On the other hand, if the seller is willingly giving you a bargain, then I’m all for it. In spades, as audio writers used to say, but I regress…. The idea of a good sounding $100 phono cartridge is preposterous to many. For some, it would be an embarrassment to use anything costing less than $5K. For me, I love to find something affordable that performs better than cartridges 20 to 40 times the price (yes, there are expensive cartridges that suck). Remember this: You aren’t obligated to tell anyone how much you paid. Tell them it’s priceless. Besides, you might make them feel like moronic imbeciles.

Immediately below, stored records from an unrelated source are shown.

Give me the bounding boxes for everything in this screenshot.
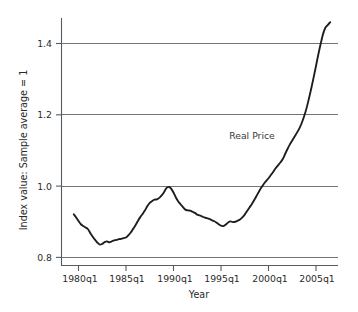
x-tick-label-2000q1: 2000q1	[252, 273, 288, 284]
x-tick-label-1985q1: 1985q1	[109, 273, 145, 284]
y-tick-label-1-4: 1.4	[37, 38, 52, 49]
line-chart-svg: 1.4 1.2 1.0 0.8 1980q1 1985q1 1990q1 199…	[0, 0, 358, 312]
y-axis-title: Index value: Sample average = 1	[18, 70, 29, 231]
x-tick-label-1995q1: 1995q1	[204, 273, 240, 284]
x-tick-label-1980q1: 1980q1	[62, 273, 98, 284]
x-axis-title: Year	[188, 289, 209, 300]
chart-figure: 1.4 1.2 1.0 0.8 1980q1 1985q1 1990q1 199…	[0, 0, 358, 312]
x-tick-label-1990q1: 1990q1	[157, 273, 193, 284]
series-annotation-real-price: Real Price	[229, 130, 275, 141]
x-tick-label-2005q1: 2005q1	[299, 273, 335, 284]
y-tick-label-1-0: 1.0	[37, 181, 52, 192]
y-tick-label-0-8: 0.8	[37, 252, 52, 263]
y-tick-label-1-2: 1.2	[37, 109, 52, 120]
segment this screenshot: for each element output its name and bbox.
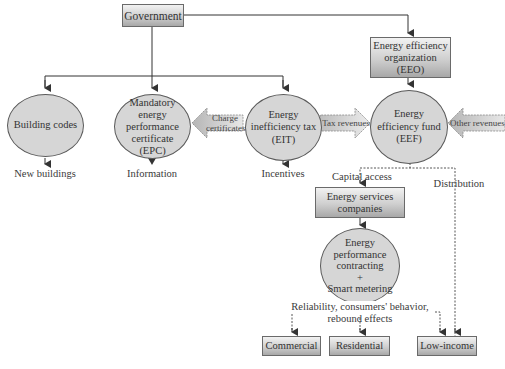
epc-line-2: energy [126, 109, 179, 121]
eef-line-1: Energy [377, 108, 441, 121]
eef-line-2: efficiency fund [377, 121, 441, 134]
incentives-label: Incentives [243, 168, 323, 180]
other-revenues-text: Other revenues [450, 118, 505, 128]
contracting-line-3: contracting [327, 260, 392, 272]
capital-access-label: Capital access [327, 171, 397, 183]
reliability-line-2: rebound effects [285, 313, 435, 325]
contracting-line-1: Energy [327, 237, 392, 249]
distribution-label: Distribution [429, 178, 489, 190]
eeo-box: Energy efficiency organization (EEO) [370, 37, 451, 78]
eeo-line-2: organization [373, 52, 448, 64]
residential-box: Residential [329, 336, 390, 356]
esco-line-1: Energy services [327, 191, 394, 203]
residential-label: Residential [336, 340, 383, 352]
low-income-box: Low-income [417, 336, 477, 356]
reliability-line-1: Reliability, consumers' behavior, [285, 301, 435, 313]
building-codes-ellipse: Building codes [7, 94, 84, 157]
esco-box: Energy services companies [315, 187, 405, 218]
building-codes-label: Building codes [14, 119, 77, 132]
esco-line-2: companies [327, 203, 394, 215]
eit-ellipse: Energy inefficiency tax (EIT) [245, 94, 322, 161]
government-label: Government [124, 10, 181, 22]
low-income-label: Low-income [420, 340, 474, 352]
reliability-label: Reliability, consumers' behavior, reboun… [285, 301, 435, 325]
tax-revenues-label: Tax revenues [322, 118, 370, 128]
epc-line-1: Mandatory [126, 97, 179, 109]
eeo-line-1: Energy efficiency [373, 40, 448, 52]
contracting-line-2: performance [327, 249, 392, 261]
tax-revenues-text: Tax revenues [322, 118, 370, 128]
commercial-label: Commercial [266, 340, 318, 352]
charge-certificates-line-1: Charge [206, 113, 244, 123]
contracting-line-5: Smart metering [327, 283, 392, 295]
epc-line-5: (EPC) [126, 145, 179, 157]
epc-line-4: certificate [126, 133, 179, 145]
other-revenues-label: Other revenues [450, 118, 505, 128]
information-label: Information [112, 168, 192, 180]
eeo-line-3: (EEO) [373, 64, 448, 76]
epc-line-3: performance [126, 121, 179, 133]
eef-ellipse: Energy efficiency fund (EEF) [370, 90, 448, 164]
eef-line-3: (EEF) [377, 133, 441, 146]
eit-line-3: (EIT) [251, 134, 316, 147]
government-box: Government [122, 4, 184, 27]
charge-certificates-line-2: certificates [206, 123, 244, 133]
commercial-box: Commercial [262, 336, 321, 356]
gov-to-eeo-connector [183, 15, 408, 33]
contracting-line-4: + [327, 272, 392, 284]
gov-down-connector [45, 26, 283, 88]
charge-certificates-label: Charge certificates [206, 113, 244, 133]
eit-line-1: Energy [251, 109, 316, 122]
new-buildings-label: New buildings [5, 168, 85, 180]
contracting-smart-metering-ellipse: Energy performance contracting + Smart m… [320, 228, 400, 304]
epc-ellipse: Mandatory energy performance certificate… [114, 94, 191, 159]
eit-line-2: inefficiency tax [251, 121, 316, 134]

So why are there so many expensive phono cartridges? Do you think Jimmy McMillan will add to his platform? “The Rent is Too Damn High, and Needles Too.” There are good reasons for some of them. The Koetsu cartridges are works of art, absolutely looking the part of audio jewelry (the term has been erroneously used to describe wires for some reason). Peter Ledermann’s fine cartridges sport ruby cantilevers and beautiful materials. On the other hand, there are some cartridges that look drab and gray’ 0I’ll let you decide which ones.

No, there are actual reasons for the high prices: fantastic stylus profiles, exotic cantilevers, coils wound with silver, bodies made of jade and coralstone, AlNiCo magnets, permendur, and a laundry list of difficult manufacturing techniques I simply don’t understand. But does that guarantee good results? Hell no, to put it succinctly. Let’s compare two NASA projects to see what I mean.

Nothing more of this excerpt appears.